Home > Software engineering >  problem with my custom function `json_stringify` in `awk`
problem with my custom function `json_stringify` in `awk`

Time:09-20

I've written a shell function that converts an UTF-8 encoded string to a JSON string, using awk:

json_stringify() {

    LANG=C awk '

        BEGIN {
            for ( i = 1; i < ARGC; i   )
                print json_stringify(ARGV[i])
        }

        function json_stringify( str, _str, _out ) {

            if( ! ("\\" in _ESC_) )
                for ( i = 1; i <= 127; i   )
                    _ESC_[ sprintf( "%c", i) ] = sprintf( "\\ux", i )

            _str = str
            _out = "\""

            while ( match( _str, /[\"\\[:cntrl:]]/ ) ) {
                _out = _out substr(_str,1,RSTART-1) _ESC_[substr(_str,RSTART,RLENGTH)]
                _str = substr( _str, RSTART   RLENGTH )
            }

            return _out _str "\""
        }
    ' "$@"
}

It feels like I missed something trivial, because when I run (in bash):

json_stringify 'A"B' 'C\D' $'\b \f \t \r \n'

I get:

"A\u0022B"

while my expected output is:

"A\u0022B"
"C\u005cD"
"\u0008 \u000c \u0009 \u000d \u000a"

What could be the problem(s) in my code?

CodePudding user response:

One issue I see is the dual use of i as a loop variable in both the awk/BEGIN block as well as the function, and because i is not declared as 'local' in the function you end up with just one instance of i in use for the entire script.
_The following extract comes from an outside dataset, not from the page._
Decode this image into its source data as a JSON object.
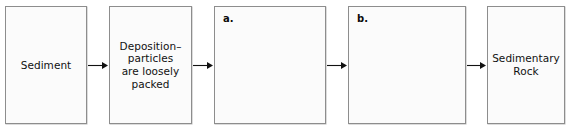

Net result is the function is pushing i out to 127 which is well beyond ARGC so the BEGIN block only loops once (i=1) because on the 2nd loop i=127.

Two possible fixes:

declare i as local to the function, eg:

function json_stringify( str, _str, _out, i ) {

or use a different loop variable (eg, j) in one of the loops, eg:

# in the BEGIN block:

for ( j = 1; j < ARGC; j   )
    print json_stringify(ARGV[j])

# or in the function:

for ( j = 1; j <= 127; j   )
     _ESC_[ sprintf( "%c", j) ] = sprintf( "\\ux", j )

Testing each of the possible fixes allows me to generate:

"A\u0022B"
"C\u005cD"
"\u0008 \u000c \u0009 \u000d \u000a"

Controlling Variable Scope - brief discussion on this topic.